Blocking Baidu and Yandex Search Spiders
A slap on the collected wrist for the search engine(s) Baidu and Yandex search engines for ignoring Robots Text file rules!
We noticed on a couple of client sites that bandwidth was being sucked and vaporized into a no-return-on-investment void. After some statistics / analytics investigation we noticed that these two search engines bots were hammering the server quite hard. However they were completely ignoring the robots text file.
For a fix to this I got in contact with Paul Arlott from Tolra Systems who always loves a good challenge and we implemented the following into the top of the HTACCESS file that so far seems to have blocked the Baidu, and Yandex bots from spidering the website.
“———————————————————————————–
SetEnvIfNoCase User-agent “Baidu” spammer=yes
SetEnvIfNoCase User-agent “Yandex” spammer=yes
SetEnvIfNoCase User-agent “Sosospider” spammer=yes
<Limit GET PUT POST>
order deny,allow
deny from env=spammer
</Limit>
————————————————————————————-”
So far so good, and of course any determined app will always try and find a way through. Let us know how you have blocked unwanted spiders from your website?
Don’t Block the Spiders
In contrast to the above, please do not block these search spiders if you are doing business in Russia, and/or China. The Yandex search engine is by far the most popular search engine in Russia with approximately 61% of the market share according to LiveInternet.ru stats. If you want your website indexed by Yandex then don’t block it.
UPDATE:
We have updated the file to include the Sosospider which we found repeatedly ‘hitting a server’.
Hey Vincent,
I came here because Baidu and Yandex bots are the main drain on my bandwidth for all the sites I administer. I actually wrote to baidu’s support department to beg them to stop hitting my website and for a while they did, but of course they came back.
Have you found the above fix to work without side effects since you’ve implemented it, because if so this will be awesome news!
Phil
Hi Phil,
Thanks for the response. It has been almost six months since we implemented it onto a couple of ecommerce sites we manage. So far so good. Your response prompted me to have a look through the stats and I found no incidents of any of the above bots. However, I have updated the post to include the ‘Sosospider’ another resource draining spider / bot.
Let us know how you get along.
Vincent
I was hoping this was going to resolve my issue with these bots and their CPU drain but alas your fix at least for me has not been successful in blocking them. 🙁 I have added this code to five off my domains and they are still getting bombarded. Total Bummer…
hy vicent. Sry for my english
i have this rules in my htaccess. is ok like that or.. is better in your way ? I don’t know the difference. Some use this, some use like u with SetEnvIfNoCase how is better?
RewriteCond %{HTTP_USER_AGENT} ^Baidu [OR]
RewriteCond %{HTTP_USER_AGENT} ^Yandex [OR]
RewriteCond %{HTTP_USER_AGENT} ^Sosospider [OR]
RewriteRule ^.* – [F,L]
Hi Daniel, there’s more than one way to send the bots away and either method should work just fine.
You can even catch the request in your CMS and issue 403 messages to the bot, you’ll still see the request to the site in that case but you won’t be serving up any data, therefore if it’s done right there’s minimal load on the server.
It’s working for us and has reduced bandwidth usage. We do not mind blocking spiders from China or Russia as were only selling into the UK.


» Prompt: Leave the images out and repeat the data exactly as given.
:: Record extracts
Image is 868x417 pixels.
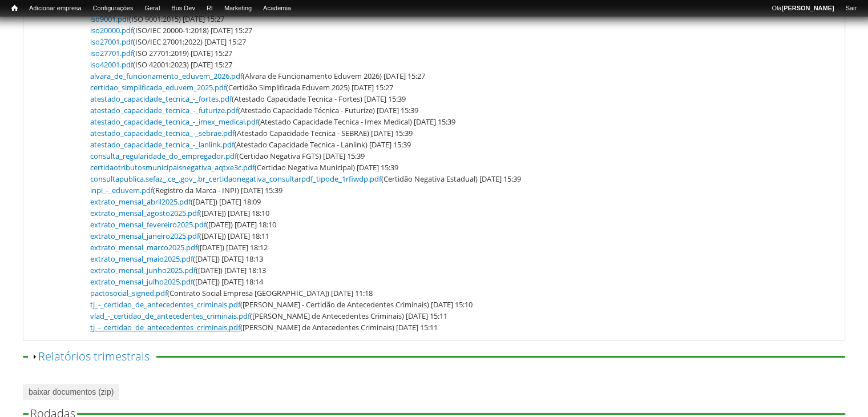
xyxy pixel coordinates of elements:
[23,3,87,14] a: Adicionar empresa
[90,25,252,35] span: (ISO/IEC 20000-1:2018) [DATE] 15:27
[840,3,862,14] a: Sair
[90,117,456,126] span: (Atestado Capacidade Tecnica - Imex Medical) [DATE] 15:39
[90,219,206,229] a: extrato_mensal_fevereiro2025.pdf
[90,299,473,309] span: ([PERSON_NAME] - Certidão de Antecedentes Criminais) [DATE] 15:10
[90,254,193,264] a: extrato_mensal_maio2025.pdf
[90,36,133,47] a: iso27001.pdf
[90,151,365,161] span: (Certidao Negativa FGTS) [DATE] 15:39
[90,174,521,184] span: (Certidão Negativa Estadual) [DATE] 15:39
[90,162,399,172] span: (Certidao Negativa Municipal) [DATE] 15:39
[90,311,448,320] span: ([PERSON_NAME] de Antecedentes Criminais) [DATE] 15:11
[90,230,270,241] span: ([DATE]) [DATE] 18:11
[90,208,199,218] a: extrato_mensal_agosto2025.pdf
[90,82,226,93] a: certidao_simplificada_eduvem_2025.pdf
[90,93,232,104] a: atestado_capacidade_tecnica_-_fortes.pdf
[90,322,438,332] span: ([PERSON_NAME] de Antecedentes Criminais) [DATE] 15:11
[90,60,233,69] span: (ISO 42001:2023) [DATE] 15:27
[90,162,254,172] a: certidaotributosmunicipaisnegativa_aqtxe3c.pdf
[258,3,297,14] a: Academia
[90,276,263,287] span: ([DATE]) [DATE] 18:14
[90,71,425,81] span: (Alvara de Funcionamento Eduvem 2026) [DATE] 15:27
[90,14,129,24] a: iso9001.pdf
[166,3,201,14] a: Bus Dev
[90,71,242,81] a: alvara_de_funcionamento_eduvem_2026.pdf
[11,4,18,12] span: Início
[138,3,166,14] a: Geral
[90,230,199,241] a: extrato_mensal_janeiro2025.pdf
[90,60,133,69] a: iso42001.pdf
[90,254,263,264] span: ([DATE]) [DATE] 18:13
[90,219,276,229] span: ([DATE]) [DATE] 18:10
[90,265,266,275] span: ([DATE]) [DATE] 18:13
[90,242,197,252] a: extrato_mensal_marco2025.pdf
[38,348,150,364] a: Relatórios trimestrais
[90,322,240,332] a: tj_-_certidao_de_antecedentes_criminais.pdf
[90,128,234,138] a: atestado_capacidade_tecnica_-_sebrae.pdf
[90,105,419,115] span: (Atestado Capacidade Técnica - Futurize) [DATE] 15:39
[90,82,393,93] span: (Certidão Simplificada Eduvem 2025) [DATE] 15:27
[90,48,233,58] span: (ISO 27701:2019) [DATE] 15:27
[90,36,246,47] span: (ISO/IEC 27001:2022) [DATE] 15:27
[90,265,196,275] a: extrato_mensal_junho2025.pdf
[90,48,133,58] a: iso27701.pdf
[90,151,237,161] a: consulta_regularidade_do_empregador.pdf
[6,3,23,14] a: Início
[90,208,270,218] span: ([DATE]) [DATE] 18:10
[90,185,283,195] span: (Registro da Marca - INPI) [DATE] 15:39
[90,287,373,298] span: (Contrato Social Empresa [GEOGRAPHIC_DATA]) [DATE] 11:18
[87,3,139,14] a: Configurações
[90,128,413,138] span: (Atestado Capacidade Tecnica - SEBRAE) [DATE] 15:39
[90,196,261,207] span: ([DATE]) [DATE] 18:09
[90,139,234,150] a: atestado_capacidade_tecnica_-_lanlink.pdf
[90,14,225,24] span: (ISO 9001:2015) [DATE] 15:27
[90,242,267,252] span: ([DATE]) [DATE] 18:12
[90,174,382,184] a: consultapublica.sefaz_.ce_.gov_.br_certidaonegativa_consultarpdf_tipode_1rfiwdp.pdf
[90,287,167,298] a: pactosocial_signed.pdf
[90,117,258,126] a: atestado_capacidade_tecnica_-_imex_medical.pdf
[90,25,133,35] a: iso20000.pdf
[766,3,840,14] a: Olá[PERSON_NAME]
[90,311,250,320] a: vlad_-_certidao_de_antecedentes_criminais.pdf
[90,299,240,309] a: tj_-_certidao_de_antecedentes_criminais.pdf
[219,3,258,14] a: Marketing
[90,276,193,287] a: extrato_mensal_julho2025.pdf
[201,3,219,14] a: RI
[782,5,834,11] strong: [PERSON_NAME]
[90,185,153,195] a: inpi_-_eduvem.pdf
[90,139,411,150] span: (Atestado Capacidade Tecnica - Lanlink) [DATE] 15:39
[23,383,119,399] a: baixar documentos (zip)
[90,196,191,207] a: extrato_mensal_abril2025.pdf
[90,93,406,104] span: (Atestado Capacidade Tecnica - Fortes) [DATE] 15:39
[90,105,238,115] a: atestado_capacidade_tecnica_-_futurize.pdf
::::
» Completed task:
Image is 868x417 pixels.
xyxy pixel coordinates of elements:
[23,3,87,14] a: Adicionar empresa
[90,25,252,35] span: (ISO/IEC 20000-1:2018) [DATE] 15:27
[840,3,862,14] a: Sair
[90,117,456,126] span: (Atestado Capacidade Tecnica - Imex Medical) [DATE] 15:39
[90,219,206,229] a: extrato_mensal_fevereiro2025.pdf
[90,299,473,309] span: ([PERSON_NAME] - Certidão de Antecedentes Criminais) [DATE] 15:10
[90,254,193,264] a: extrato_mensal_maio2025.pdf
[90,36,133,47] a: iso27001.pdf
[90,151,365,161] span: (Certidao Negativa FGTS) [DATE] 15:39
[90,174,521,184] span: (Certidão Negativa Estadual) [DATE] 15:39
[90,162,399,172] span: (Certidao Negativa Municipal) [DATE] 15:39
[90,311,448,320] span: ([PERSON_NAME] de Antecedentes Criminais) [DATE] 15:11
[90,230,270,241] span: ([DATE]) [DATE] 18:11
[90,208,199,218] a: extrato_mensal_agosto2025.pdf
[90,82,226,93] a: certidao_simplificada_eduvem_2025.pdf
[90,93,232,104] a: atestado_capacidade_tecnica_-_fortes.pdf
[90,322,438,332] span: ([PERSON_NAME] de Antecedentes Criminais) [DATE] 15:11
[90,60,233,69] span: (ISO 42001:2023) [DATE] 15:27
[90,162,254,172] a: certidaotributosmunicipaisnegativa_aqtxe3c.pdf
[258,3,297,14] a: Academia
[90,276,263,287] span: ([DATE]) [DATE] 18:14
[90,71,425,81] span: (Alvara de Funcionamento Eduvem 2026) [DATE] 15:27
[90,14,129,24] a: iso9001.pdf
[166,3,201,14] a: Bus Dev
[90,71,242,81] a: alvara_de_funcionamento_eduvem_2026.pdf
[11,4,18,12] span: Início
[138,3,166,14] a: Geral
[90,230,199,241] a: extrato_mensal_janeiro2025.pdf
[90,60,133,69] a: iso42001.pdf
[90,254,263,264] span: ([DATE]) [DATE] 18:13
[90,219,276,229] span: ([DATE]) [DATE] 18:10
[90,265,266,275] span: ([DATE]) [DATE] 18:13
[90,242,197,252] a: extrato_mensal_marco2025.pdf
[38,348,150,364] a: Relatórios trimestrais
[90,322,240,332] a: tj_-_certidao_de_antecedentes_criminais.pdf
[90,128,234,138] a: atestado_capacidade_tecnica_-_sebrae.pdf
[90,105,419,115] span: (Atestado Capacidade Técnica - Futurize) [DATE] 15:39
[90,82,393,93] span: (Certidão Simplificada Eduvem 2025) [DATE] 15:27
[90,48,233,58] span: (ISO 27701:2019) [DATE] 15:27
[90,36,246,47] span: (ISO/IEC 27001:2022) [DATE] 15:27
[90,265,196,275] a: extrato_mensal_junho2025.pdf
[90,48,133,58] a: iso27701.pdf
[90,151,237,161] a: consulta_regularidade_do_empregador.pdf
[6,3,23,14] a: Início
[90,208,270,218] span: ([DATE]) [DATE] 18:10
[90,185,283,195] span: (Registro da Marca - INPI) [DATE] 15:39
[90,287,373,298] span: (Contrato Social Empresa [GEOGRAPHIC_DATA]) [DATE] 11:18
[87,3,139,14] a: Configurações
[90,128,413,138] span: (Atestado Capacidade Tecnica - SEBRAE) [DATE] 15:39
[90,196,261,207] span: ([DATE]) [DATE] 18:09
[90,139,234,150] a: atestado_capacidade_tecnica_-_lanlink.pdf
[90,14,225,24] span: (ISO 9001:2015) [DATE] 15:27
[90,242,267,252] span: ([DATE]) [DATE] 18:12
[90,174,382,184] a: consultapublica.sefaz_.ce_.gov_.br_certidaonegativa_consultarpdf_tipode_1rfiwdp.pdf
[90,287,167,298] a: pactosocial_signed.pdf
[90,117,258,126] a: atestado_capacidade_tecnica_-_imex_medical.pdf
[90,25,133,35] a: iso20000.pdf
[766,3,840,14] a: Olá[PERSON_NAME]
[90,311,250,320] a: vlad_-_certidao_de_antecedentes_criminais.pdf
[90,299,240,309] a: tj_-_certidao_de_antecedentes_criminais.pdf
[219,3,258,14] a: Marketing
[90,276,193,287] a: extrato_mensal_julho2025.pdf
[201,3,219,14] a: RI
[782,5,834,11] strong: [PERSON_NAME]
[90,185,153,195] a: inpi_-_eduvem.pdf
[90,139,411,150] span: (Atestado Capacidade Tecnica - Lanlink) [DATE] 15:39
[23,383,119,399] a: baixar documentos (zip)
[90,196,191,207] a: extrato_mensal_abril2025.pdf
[90,93,406,104] span: (Atestado Capacidade Tecnica - Fortes) [DATE] 15:39
[90,105,238,115] a: atestado_capacidade_tecnica_-_futurize.pdf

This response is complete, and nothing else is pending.